Render and Commit Phases
React work has two major phases:
- render: calculate the next UI
- commit: apply the result to the host environment
This distinction explains why render code must be pure and why effects run after the screen has been updated.
The Render Phase
During render, React calls your components and builds the next tree.
function CartSummary({ items }) {
const total = items.reduce((sum, item) => sum + item.price, 0);
return <p>Total: ${total}</p>;
}This calculation is safe during render because it only derives output from inputs.
React may render:
- because state changed
- because props changed
- because context changed
- because a parent rendered
- because React is retrying work
Rendering does not mean the DOM changed.
The Commit Phase
During commit, React applies changes.
For browser apps, that can include:
- inserting DOM nodes
- updating attributes
- changing text
- attaching refs
- running layout effects
- scheduling passive effects
React commits only after it has a completed render result.
Render phase:
call components
calculate tree
mark needed mutations
Commit phase:
mutate DOM
run layout effects
allow browser paint
run passive effectsEffects and Timing
useEffect runs after the commit and usually after the browser has painted.
useEffect(() => {
document.title = `Inbox (${unreadCount})`;
}, [unreadCount]);This is good for syncing with systems outside React:
- document title
- subscriptions
- analytics
- network requests
- timers
useLayoutEffect runs during commit after DOM mutations but before the browser paints.
useLayoutEffect(() => {
const rect = ref.current.getBoundingClientRect();
setTooltipWidth(rect.width);
}, []);Use layout effects only when the user would see a visual glitch otherwise.
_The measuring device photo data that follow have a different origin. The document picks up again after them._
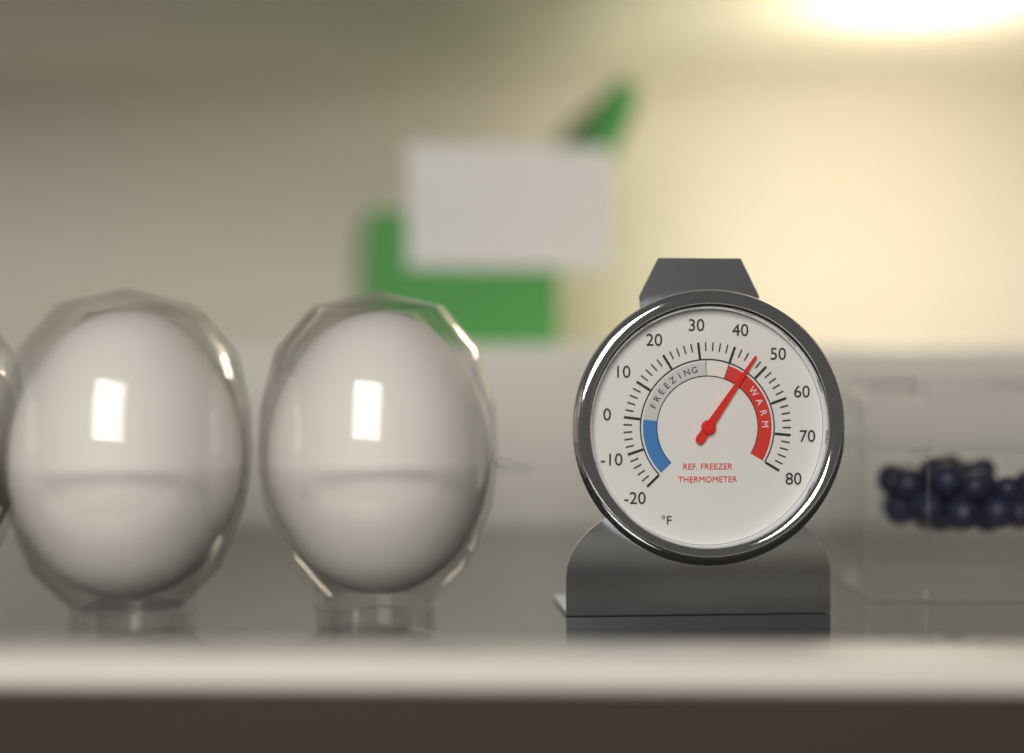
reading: 46 °F
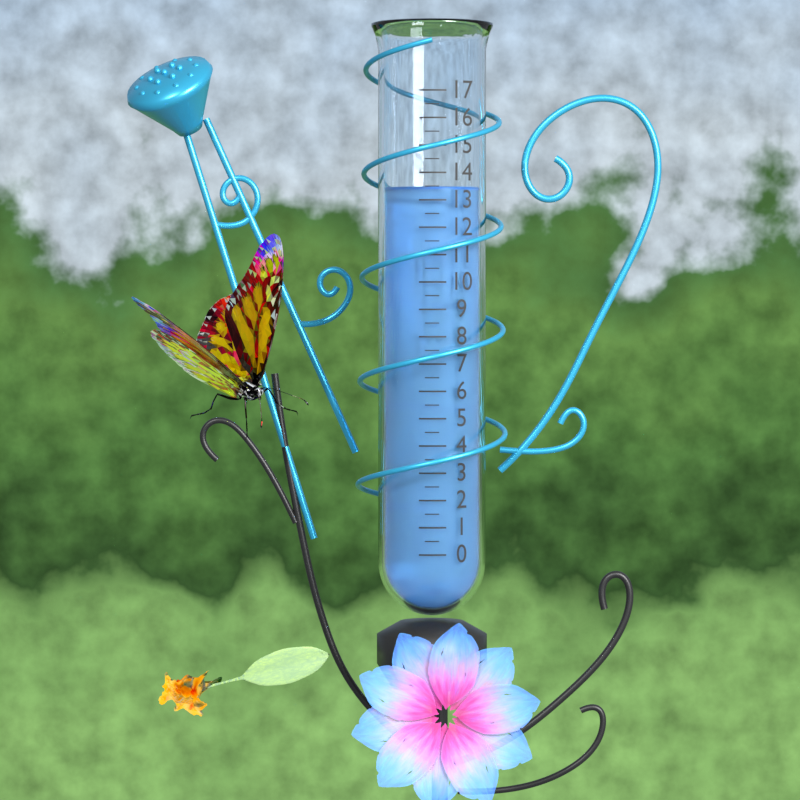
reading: 13.5 (no unit)
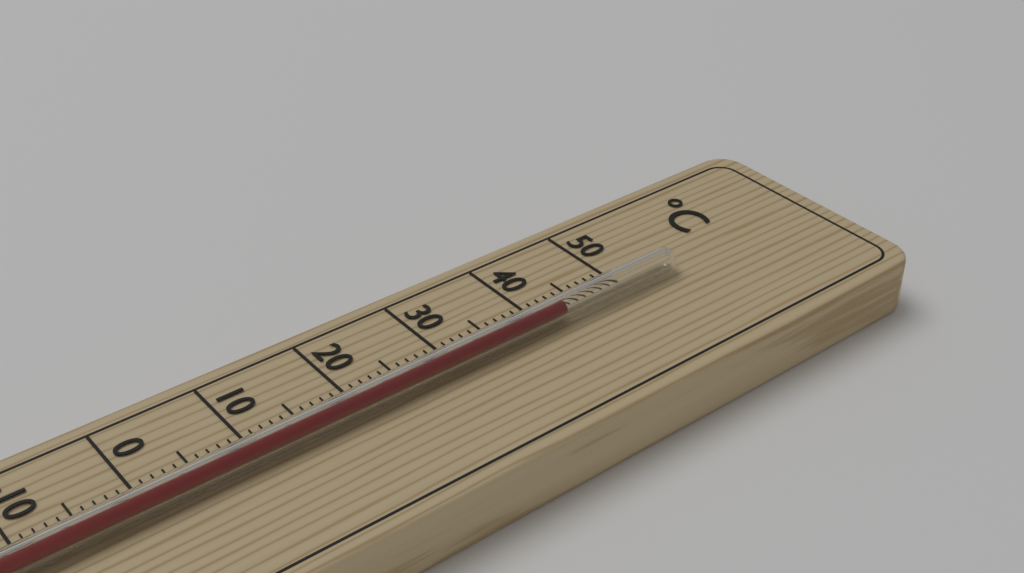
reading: 42 °C
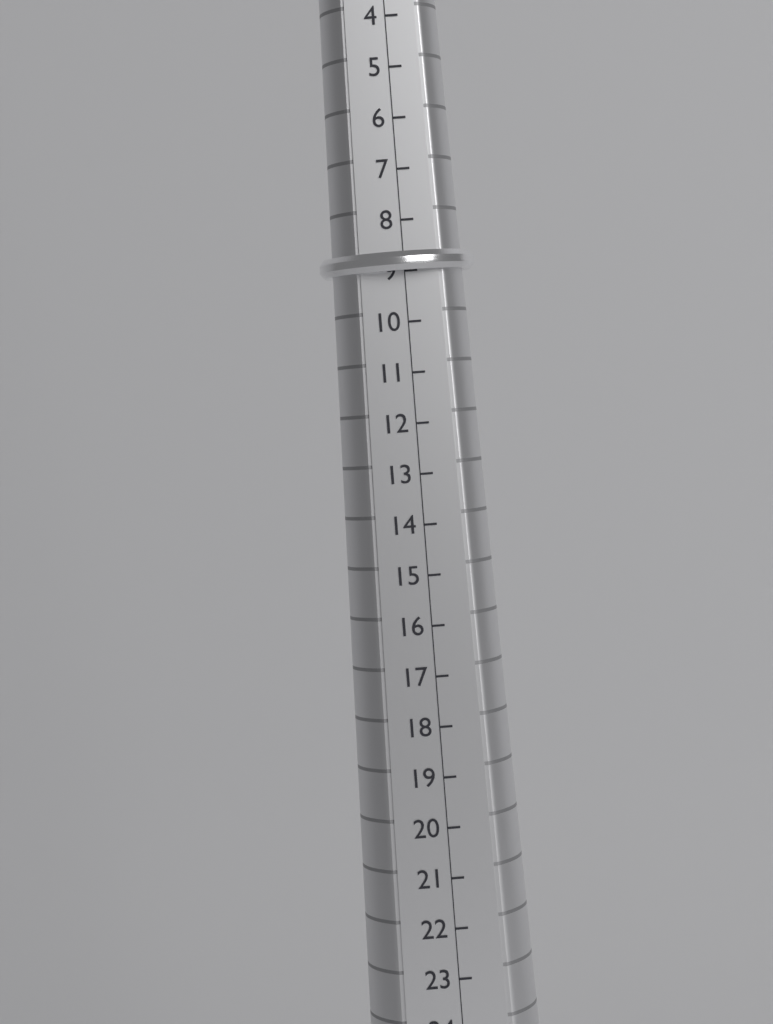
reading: 9 (no unit)
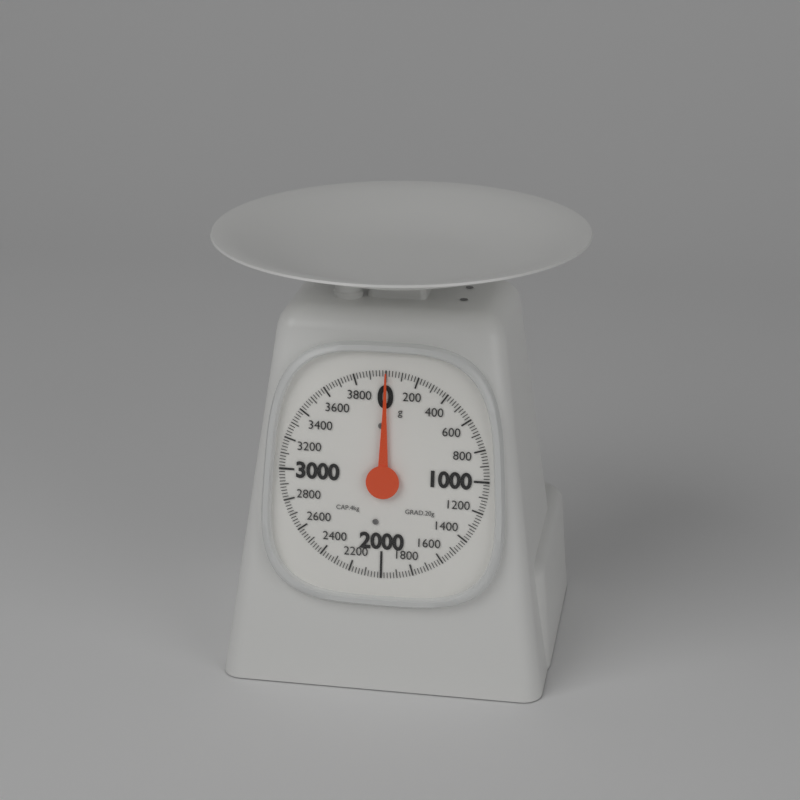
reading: 0 g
Render Must Not Cause Effects
Avoid doing this:
function Bad({ userId }) {
fetch(`/api/users/${userId}`); // bad: runs during render
return <p>Loading...</p>;
}React can call the component more than once. The render may never be committed. That can create duplicate requests and inconsistent behavior.
Use an effect or a data fetching library.
function UserDetails({ userId }) {
const [user, setUser] = useState(null);
useEffect(() => {
let ignored = false;
async function loadUser() {
const response = await fetch(`/api/users/${userId}`);
const data = await response.json();
if (!ignored) setUser(data);
}
loadUser();
return () => {
ignored = true;
};
}, [userId]);
return user ? <p>{user.name}</p> : <p>Loading...</p>;
}The cleanup handles a common race: a slower old request finishing after a newer render.
Refs During Commit
Refs are attached during commit.
function FocusInput() {
const inputRef = useRef(null);
useEffect(() => {
inputRef.current.focus();
}, []);
return <input ref={inputRef} />;
}During the first render, the DOM node does not exist yet. After commit, inputRef.current points to the input.
Strict Mode Awareness
In development, Strict Mode intentionally makes some behavior repeat.
It can:
- call component render logic more than once
- re-run effects during development checks
- reveal missing cleanup
- expose accidental render side effects
This does not happen the same way in production, but the bugs it reveals are real.
useEffect(() => {
const id = setInterval(tick, 1000);
return () => clearInterval(id);
}, []);Effects should clean up subscriptions, timers, and external resources.
Common Mistakes
- Fetching data directly inside the component body.
- Reading layout in
useEffectwhen the result must affect the same paint. - Using
useLayoutEffectfor ordinary side effects. - Forgetting effect cleanup.
- Assuming every render is committed.
Tricky Question
If useEffect runs, did React commit the render?
Yes. Effects run after commit. React may render without committing, but it does not run effects for abandoned renders.
Which work belongs in the render phase?
Practical Challenge
Find an effect in an existing component and answer:
- what external system does it synchronize with?
- what should trigger it to re-run?
- what cleanup is needed?
- could any part be derived during render instead?
Recap
Render calculates. Commit applies.
Pure render logic lets React retry, pause, or discard work safely. Effects are for synchronizing committed UI with the outside world.